This has been a year of challenges, resolution, determination, and constant insistence on our values: that democracy and equality mean a better future for everyone.
For us at NIFC, alongside funding projects on the ground in Israel, we’ve also been hard at work in Canada. Here, our goal has been to shift the conversation away from a zero-sum game and towards a shared future. We have approached this in myriad ways. Here’s a few of our favorites from this last year here:
New Generation of Young Canadian Jews Digging in to New Israel Fund Values
Over the last year, our New Generations (New Gen) community has grown in meaningful and beautiful ways, and worked to shift the conversation among young Canadian Jews. A vibrant and progressive group of young professionals, social activists, community leaders, and students in their 20s and 30s, our New Gen participants are committed to the work of the New Israel Fund and the values it stands for. The community offers young people a way in to the conversation about Israel through hearing directly from Israeli activists on the ground, through leadership opportunities, as well as our annual Naomi Chazan Fellowship.
Our New Generations Leadership Council continues to engage their peers by hosting a variety of New Gen events, including film screenings, discussion groups, text study, and holiday observances. This year, they were a part of the Host Committee for our annual Shira Herzog Symposium and held another successful Giving Circle. Meet the members of our New Gen Council here.
Our 2024-2025 Naomi Chazan Fellowship program began with a study tour in Israel, where our participants got to meet with many of the activists and organizations that we fund, and learn about the vital work they’re doing. Meet our Fellows here, see photos from their trip here, and read a reflection on the trip from one participant here. Since returning to Canada, they’ve been sharing their experiences through online and in-person events. Looking ahead, they’ll be deepening their skills and developing projects aimed at sharing their experiences with their peers.
Growing our Community of Supporters in Winnipeg
Earlier this month, we visited Winnipeg and hosted a warm community event at Temple Shalom featuring our Executive Director Ben Murane and Board Member Michael Mitchell. Read an article on the event in the Jewish Post & News here.
Arguments for the Sake of Heaven
This year, we co-published a new survey on Canadian Jewish views of Israel, peace, and Canadian politics in partnership with JSpaceCanada and Canadian Friends of Peace Now. The survey results were covered in Haaretz, and NIFC Executive Director Ben Murane appeared on Bonjour Chai, a podcast of the Canadian Jewish News, to discuss the most important conclusions. Read the full survey report here.
Recent Webinars: Iran, Syria, and Lebanon
Last week Dr. Gil Murciano, CEO of our Canadian-funded partner Mitvim, unpacked the past month’s events with Iran, Syria, and Lebanon and told us how regional changes can be an opportunity for advancing a regional peace agreement.
We continue to amplify the voices of Israelis not frequently heard in Canada: civil society activists for democracy, Jewish-Arab partnership, and peace. You can find recordings of all recent webinars here.
Groundwork: a podcast about activists working for justice, equality, and peace.
NIF, in close partnership with the Alliance for Middle East Peace, produces an English-language podcast that brings progressive changemakers on the ground in Israel into your ears. These hosts and producers talk to activists who work for justice, peace, and equality for all. Some of them work to end the occupation, some of them work to build power. All of them offer diaspora audiences ways to think about the conflict that are outside of the black-and-white conversations we have most of the time.
In the new third season of the podcast, Sally Abed of Standing Together co-hosts with activist and comedian Noam Shuster. The season features stories like Einav Zangauker’s, whose son Matan is still in Gaza as she leads the hostage families’ movement to save him and the rest of the hostages and end Israel’s war in Gaza. You can also hear the story of Mai Shahin, a Palestinian woman who grew up participating in violent protests against Israeli policy during the Second Intifada, and now works to bring Israeli Jews and Palestinians into deep connection and empathy with each other. The seasons’ latest episode just dropped, and brings listeners one woman’s microcosm of a fight to keep a restaurant open on Shabbat, and unlearn her “learned political helplessness” along the way.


Problem statement: The output has to be the full set of records, reproduced exactly, minus any picture.

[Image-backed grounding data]
+--

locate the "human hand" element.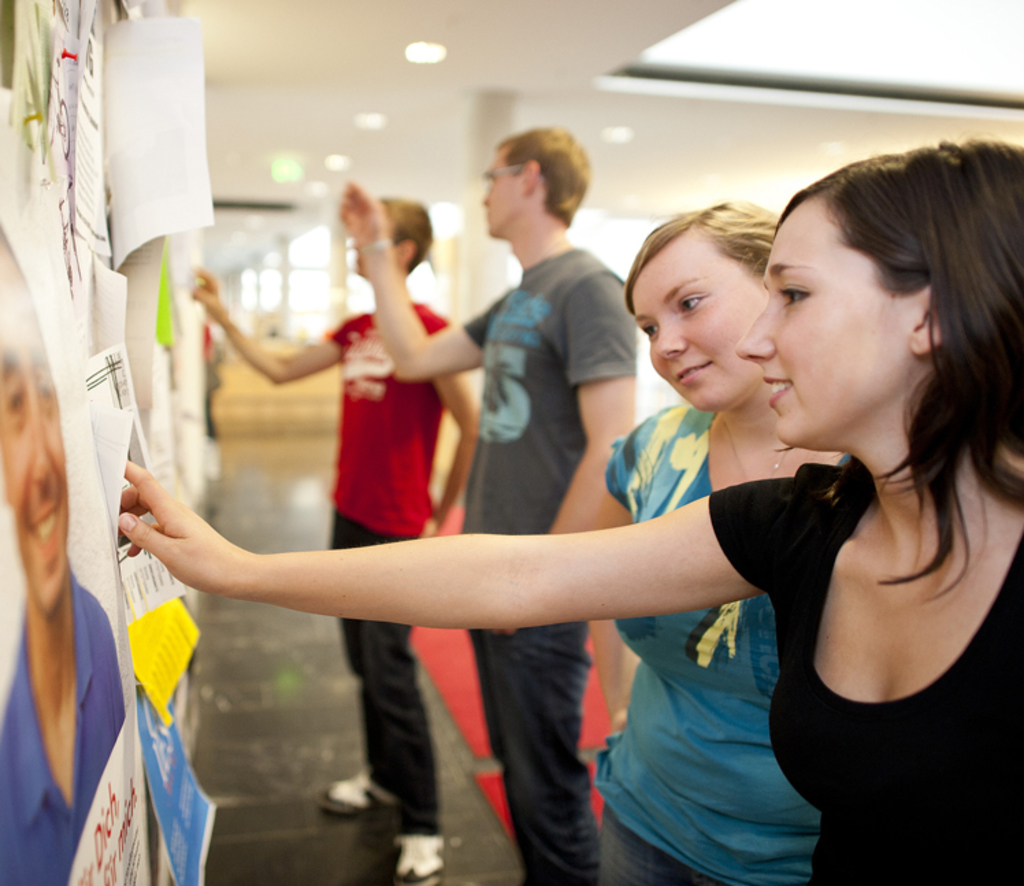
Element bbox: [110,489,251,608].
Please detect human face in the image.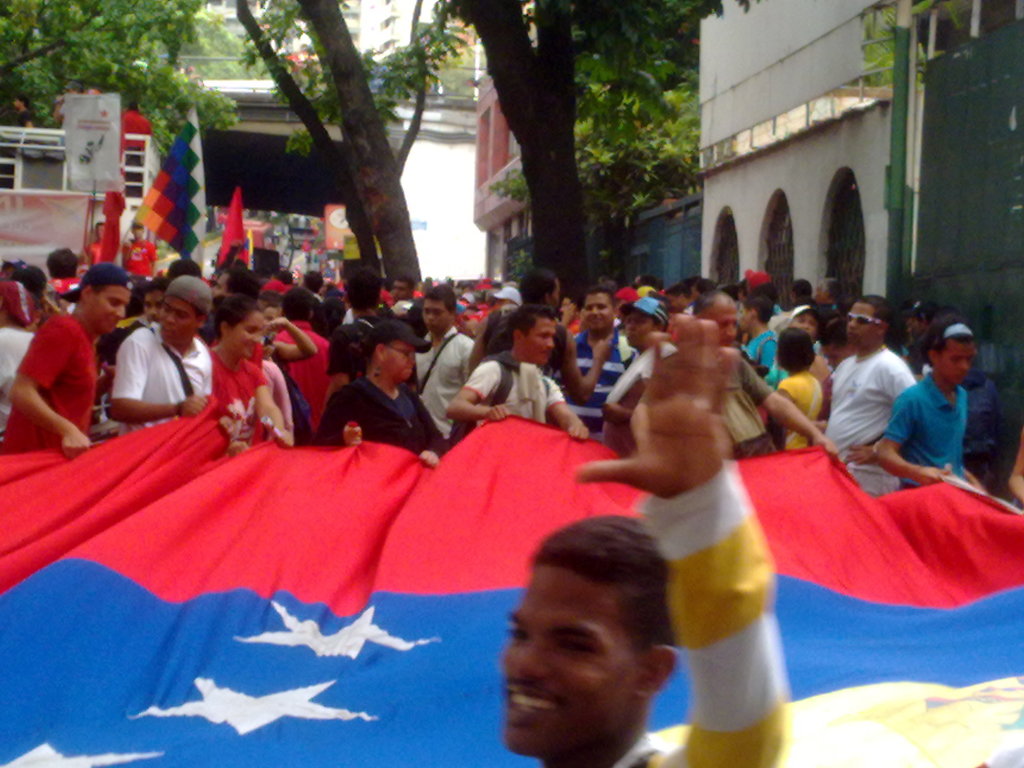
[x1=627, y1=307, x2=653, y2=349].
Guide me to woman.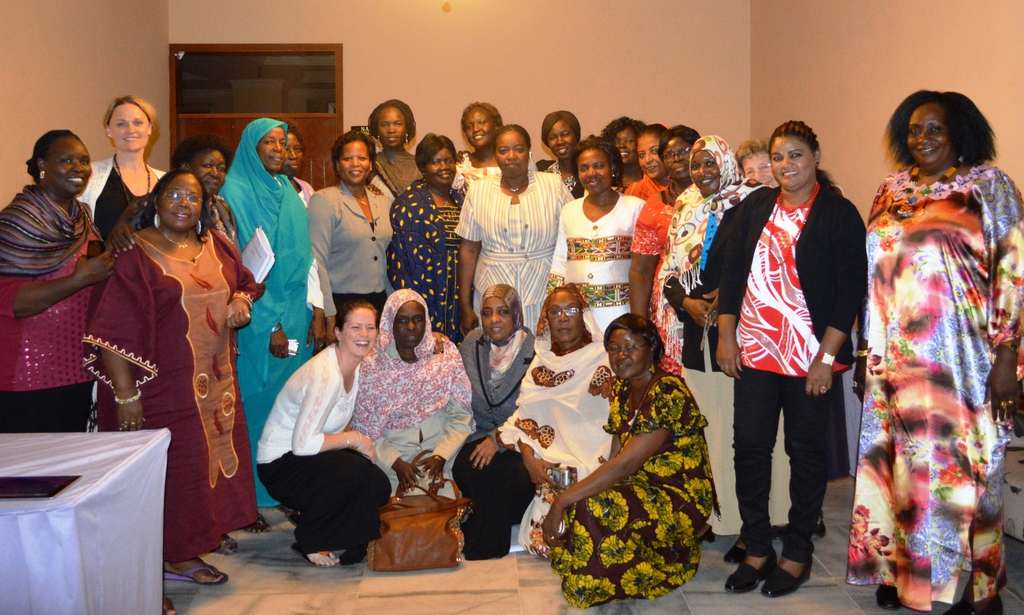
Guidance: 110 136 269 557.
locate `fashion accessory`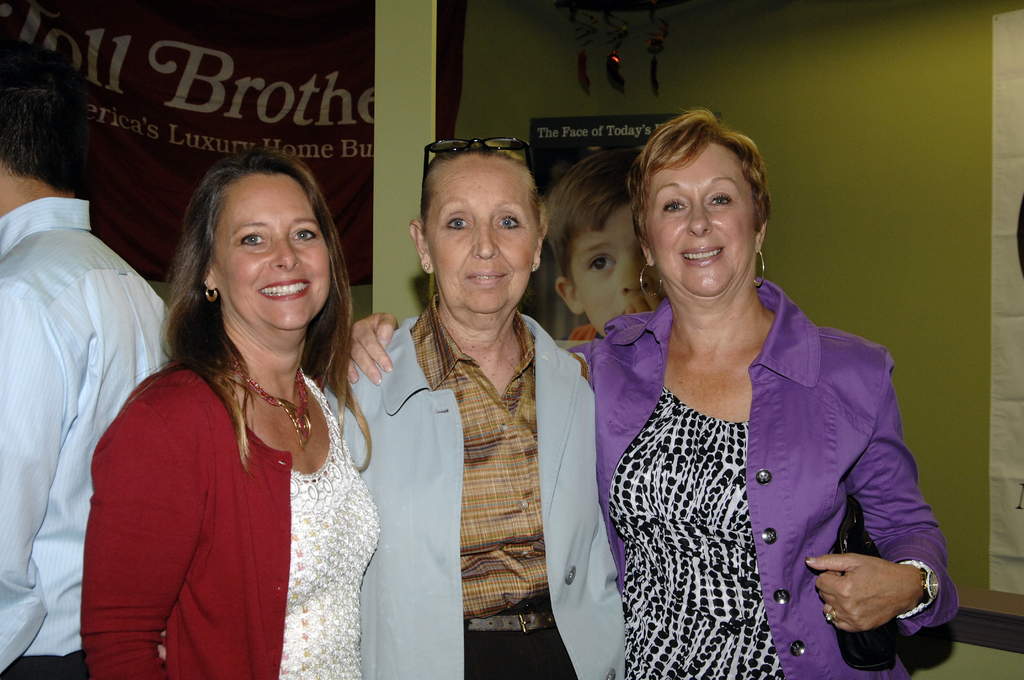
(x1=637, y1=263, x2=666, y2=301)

+--

Answer:
locate the "human hand" element.
Element bbox: [110,489,251,608].
Please detect human face in the image.
[x1=627, y1=307, x2=653, y2=349].
Guide me to woman.
Guidance: 110 136 269 557.
locate `fashion accessory`
(x1=637, y1=263, x2=666, y2=301)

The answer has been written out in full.